Developing from Hyphenated Lives is Earth Citizens, evoking an imaginary planetary system where hybrid flora and fauna formed by merging the national animals and plants of hostile neighbour states roam the earth and sky. The existence of one depends on the other or the disappearance of one species affects the other adversely. Earth Citizens is cleaved apart by the superimposition of barbed wires woven from electric cables, a recurring motif in the Kallat’s works.
19th century books from Museum’s library prompted three of the most recent drawings from Reena Kallat’s series of works titled Hyphenated Lives. Displayed alongside the reference books are drawings titled Cob-ger, Lo-mine and Deo-yan, hybrids formed by the merger of species appropriated as national symbols by India and Pakistan. By combining one half from each side of the border, the artist creates a poignant narrative of convergence, uniting a subcontinent that was divided by an occupying colonial force.
In Siamese Trees, an enlarged embroidery ring, whose base itself is a painstakingly woven mesh of electrical wiring, forms a fabric fence even as these conduits of contact entangle and morph into barriers. One half grows into the Banyan tree, while the other left half bifurcates into the Deodar tree, the national trees of India and Pakistan respectively. They grow like conjoined Siamese twins paying no heed to partitioned national borders and alluding to the shared and rooted past, enmeshed in a complex civilisational history.
The works were featured as part of the exhibition 'Asymmetrical Objects', curated by Tasneem Zakaria Mehta and co-curated by Himanshu Kadam. The exhibition presented the works of ten contemporary artists whose practice includes an interest in nature and science or consumption and degradation as process and product, to respond to these ideas and to explore the much-debated Age of the Anthropocene and its impact on the environment and the effects on biodiversity.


Task prompt:
Your answer must consist of every line from the data below that includes the word "their".

Provided data:
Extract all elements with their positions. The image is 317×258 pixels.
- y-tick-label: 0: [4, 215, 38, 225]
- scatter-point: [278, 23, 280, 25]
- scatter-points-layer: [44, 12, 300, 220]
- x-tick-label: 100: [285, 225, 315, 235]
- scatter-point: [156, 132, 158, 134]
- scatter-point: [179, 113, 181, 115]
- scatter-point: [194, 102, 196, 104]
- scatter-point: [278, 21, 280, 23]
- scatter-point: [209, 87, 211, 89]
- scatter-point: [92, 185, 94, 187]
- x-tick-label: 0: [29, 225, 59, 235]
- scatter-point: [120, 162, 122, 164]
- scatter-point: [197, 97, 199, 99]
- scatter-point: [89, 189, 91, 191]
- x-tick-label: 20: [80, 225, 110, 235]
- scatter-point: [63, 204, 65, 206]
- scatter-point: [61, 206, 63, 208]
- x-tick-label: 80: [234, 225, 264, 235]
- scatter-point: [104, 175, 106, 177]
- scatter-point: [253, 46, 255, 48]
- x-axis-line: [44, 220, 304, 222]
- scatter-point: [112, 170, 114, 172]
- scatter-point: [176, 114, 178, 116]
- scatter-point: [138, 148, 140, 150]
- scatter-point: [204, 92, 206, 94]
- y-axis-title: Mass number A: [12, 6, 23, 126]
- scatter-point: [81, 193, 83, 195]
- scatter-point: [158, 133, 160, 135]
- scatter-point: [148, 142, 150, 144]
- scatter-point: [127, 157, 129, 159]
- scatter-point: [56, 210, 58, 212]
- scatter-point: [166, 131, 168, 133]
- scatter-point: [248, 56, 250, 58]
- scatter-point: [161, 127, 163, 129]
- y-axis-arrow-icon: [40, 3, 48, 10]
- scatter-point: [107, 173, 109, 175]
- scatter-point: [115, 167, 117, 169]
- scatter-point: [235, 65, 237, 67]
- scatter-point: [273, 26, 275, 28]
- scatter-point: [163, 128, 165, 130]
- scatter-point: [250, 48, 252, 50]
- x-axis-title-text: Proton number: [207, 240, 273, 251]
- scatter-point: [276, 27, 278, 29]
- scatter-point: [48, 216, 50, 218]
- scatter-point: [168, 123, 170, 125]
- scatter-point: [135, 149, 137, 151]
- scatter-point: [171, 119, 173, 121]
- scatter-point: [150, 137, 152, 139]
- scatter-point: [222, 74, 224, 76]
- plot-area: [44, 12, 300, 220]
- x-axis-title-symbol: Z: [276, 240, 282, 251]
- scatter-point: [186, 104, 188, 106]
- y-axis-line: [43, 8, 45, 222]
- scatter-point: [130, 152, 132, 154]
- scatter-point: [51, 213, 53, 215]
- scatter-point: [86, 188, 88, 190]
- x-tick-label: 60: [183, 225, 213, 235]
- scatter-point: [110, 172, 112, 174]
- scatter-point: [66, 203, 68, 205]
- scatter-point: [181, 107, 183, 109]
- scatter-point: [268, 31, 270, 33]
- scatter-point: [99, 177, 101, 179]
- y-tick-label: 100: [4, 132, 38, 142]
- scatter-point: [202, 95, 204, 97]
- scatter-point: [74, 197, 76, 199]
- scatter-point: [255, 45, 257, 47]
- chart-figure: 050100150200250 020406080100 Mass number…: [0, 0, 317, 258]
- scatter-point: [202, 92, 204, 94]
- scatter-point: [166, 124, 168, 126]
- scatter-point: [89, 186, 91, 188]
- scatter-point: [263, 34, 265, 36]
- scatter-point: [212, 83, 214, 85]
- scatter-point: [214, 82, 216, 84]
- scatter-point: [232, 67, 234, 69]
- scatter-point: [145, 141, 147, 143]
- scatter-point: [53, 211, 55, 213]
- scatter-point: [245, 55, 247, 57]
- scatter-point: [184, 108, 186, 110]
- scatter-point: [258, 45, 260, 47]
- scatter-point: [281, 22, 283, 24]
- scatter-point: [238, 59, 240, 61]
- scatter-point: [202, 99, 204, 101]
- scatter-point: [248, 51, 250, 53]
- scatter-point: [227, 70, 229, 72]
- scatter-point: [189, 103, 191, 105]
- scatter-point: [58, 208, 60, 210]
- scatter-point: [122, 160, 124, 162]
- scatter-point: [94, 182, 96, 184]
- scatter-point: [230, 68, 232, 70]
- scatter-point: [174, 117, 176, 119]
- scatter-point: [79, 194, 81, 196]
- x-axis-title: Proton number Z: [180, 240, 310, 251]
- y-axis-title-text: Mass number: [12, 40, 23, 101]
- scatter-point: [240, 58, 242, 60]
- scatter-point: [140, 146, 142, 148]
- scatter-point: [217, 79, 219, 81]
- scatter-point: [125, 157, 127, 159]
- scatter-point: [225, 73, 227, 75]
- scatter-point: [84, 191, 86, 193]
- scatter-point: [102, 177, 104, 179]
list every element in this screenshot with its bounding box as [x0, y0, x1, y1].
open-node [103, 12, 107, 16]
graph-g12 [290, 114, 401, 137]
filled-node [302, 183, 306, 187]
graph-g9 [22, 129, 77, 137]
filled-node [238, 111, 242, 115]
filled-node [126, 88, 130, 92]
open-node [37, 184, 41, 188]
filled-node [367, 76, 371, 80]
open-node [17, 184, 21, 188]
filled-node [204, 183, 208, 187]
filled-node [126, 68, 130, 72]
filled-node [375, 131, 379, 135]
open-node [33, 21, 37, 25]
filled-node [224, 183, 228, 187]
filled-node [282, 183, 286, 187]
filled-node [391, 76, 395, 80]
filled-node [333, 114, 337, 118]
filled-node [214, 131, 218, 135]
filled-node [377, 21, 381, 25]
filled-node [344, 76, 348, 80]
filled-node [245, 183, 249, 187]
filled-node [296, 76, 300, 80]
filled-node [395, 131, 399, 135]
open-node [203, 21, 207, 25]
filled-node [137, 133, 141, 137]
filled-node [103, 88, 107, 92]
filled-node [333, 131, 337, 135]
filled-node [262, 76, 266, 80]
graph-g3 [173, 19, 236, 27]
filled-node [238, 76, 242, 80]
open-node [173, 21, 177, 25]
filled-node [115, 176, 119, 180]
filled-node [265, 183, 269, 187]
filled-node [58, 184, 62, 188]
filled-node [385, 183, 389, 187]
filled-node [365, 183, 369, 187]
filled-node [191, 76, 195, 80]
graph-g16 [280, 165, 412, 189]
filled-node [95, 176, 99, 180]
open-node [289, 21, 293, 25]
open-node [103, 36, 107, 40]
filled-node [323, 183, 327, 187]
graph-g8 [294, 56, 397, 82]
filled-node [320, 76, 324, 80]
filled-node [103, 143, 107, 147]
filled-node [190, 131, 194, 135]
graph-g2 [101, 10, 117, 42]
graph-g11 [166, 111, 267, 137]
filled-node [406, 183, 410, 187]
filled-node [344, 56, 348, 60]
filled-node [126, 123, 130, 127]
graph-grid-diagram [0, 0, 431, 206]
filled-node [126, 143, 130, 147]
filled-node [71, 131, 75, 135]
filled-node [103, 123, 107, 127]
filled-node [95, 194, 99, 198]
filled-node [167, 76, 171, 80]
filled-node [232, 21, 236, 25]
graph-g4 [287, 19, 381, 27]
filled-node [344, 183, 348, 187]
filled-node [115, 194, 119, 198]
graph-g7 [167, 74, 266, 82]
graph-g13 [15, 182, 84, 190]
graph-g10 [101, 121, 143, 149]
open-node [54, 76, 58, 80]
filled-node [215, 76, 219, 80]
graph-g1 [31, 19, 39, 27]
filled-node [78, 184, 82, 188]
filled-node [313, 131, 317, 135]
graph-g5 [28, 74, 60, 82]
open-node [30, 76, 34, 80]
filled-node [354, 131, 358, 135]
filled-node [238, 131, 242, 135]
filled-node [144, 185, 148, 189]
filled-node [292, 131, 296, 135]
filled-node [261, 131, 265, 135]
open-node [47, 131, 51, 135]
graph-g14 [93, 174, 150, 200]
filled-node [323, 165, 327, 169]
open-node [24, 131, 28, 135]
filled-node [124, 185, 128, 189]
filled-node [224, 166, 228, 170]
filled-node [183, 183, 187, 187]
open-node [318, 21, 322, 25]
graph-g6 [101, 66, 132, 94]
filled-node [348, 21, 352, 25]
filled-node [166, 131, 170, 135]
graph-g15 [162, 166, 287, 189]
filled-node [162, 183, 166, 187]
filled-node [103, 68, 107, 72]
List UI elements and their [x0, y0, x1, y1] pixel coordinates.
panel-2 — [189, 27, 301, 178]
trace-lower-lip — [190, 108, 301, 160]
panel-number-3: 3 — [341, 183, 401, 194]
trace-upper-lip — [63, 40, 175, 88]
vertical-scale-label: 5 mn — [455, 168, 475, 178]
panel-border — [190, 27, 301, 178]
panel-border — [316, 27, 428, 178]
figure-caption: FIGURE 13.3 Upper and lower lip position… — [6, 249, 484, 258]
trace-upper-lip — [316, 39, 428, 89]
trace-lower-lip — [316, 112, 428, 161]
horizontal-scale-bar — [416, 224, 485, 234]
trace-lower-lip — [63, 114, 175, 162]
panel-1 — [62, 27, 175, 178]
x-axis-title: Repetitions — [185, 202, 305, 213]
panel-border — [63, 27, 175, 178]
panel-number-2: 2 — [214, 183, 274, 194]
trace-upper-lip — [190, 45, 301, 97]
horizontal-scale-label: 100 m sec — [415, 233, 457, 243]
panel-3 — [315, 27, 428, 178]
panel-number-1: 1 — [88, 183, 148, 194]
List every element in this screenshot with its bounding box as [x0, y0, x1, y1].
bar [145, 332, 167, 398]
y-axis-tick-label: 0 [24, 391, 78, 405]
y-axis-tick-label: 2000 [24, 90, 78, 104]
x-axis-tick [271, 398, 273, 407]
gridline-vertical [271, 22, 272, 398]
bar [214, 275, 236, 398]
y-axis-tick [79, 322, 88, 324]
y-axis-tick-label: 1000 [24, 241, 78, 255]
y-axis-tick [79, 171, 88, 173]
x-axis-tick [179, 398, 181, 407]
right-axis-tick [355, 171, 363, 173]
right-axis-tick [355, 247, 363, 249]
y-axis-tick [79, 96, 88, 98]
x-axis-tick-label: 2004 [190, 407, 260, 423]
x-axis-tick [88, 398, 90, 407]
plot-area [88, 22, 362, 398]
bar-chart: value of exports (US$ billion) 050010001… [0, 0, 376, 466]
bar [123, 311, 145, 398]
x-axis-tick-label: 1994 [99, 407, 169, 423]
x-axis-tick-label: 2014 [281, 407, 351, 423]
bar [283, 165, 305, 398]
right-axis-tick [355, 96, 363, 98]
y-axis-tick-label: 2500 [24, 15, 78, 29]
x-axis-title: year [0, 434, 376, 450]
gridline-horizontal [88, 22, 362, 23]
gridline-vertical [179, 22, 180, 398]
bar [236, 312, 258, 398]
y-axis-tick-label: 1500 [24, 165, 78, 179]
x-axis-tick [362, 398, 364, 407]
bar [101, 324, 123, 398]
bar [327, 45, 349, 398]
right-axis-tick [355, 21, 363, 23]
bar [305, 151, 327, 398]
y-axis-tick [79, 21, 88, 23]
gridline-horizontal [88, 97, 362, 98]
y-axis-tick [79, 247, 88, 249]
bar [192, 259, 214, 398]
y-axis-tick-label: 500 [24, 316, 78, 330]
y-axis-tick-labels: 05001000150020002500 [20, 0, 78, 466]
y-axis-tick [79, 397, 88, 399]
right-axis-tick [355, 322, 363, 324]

Solution to this task:
Extract all elements with their positions. The image is 317×258 pixels.
List UI elements and their [x0, y0, x1, y1] pixel coordinates.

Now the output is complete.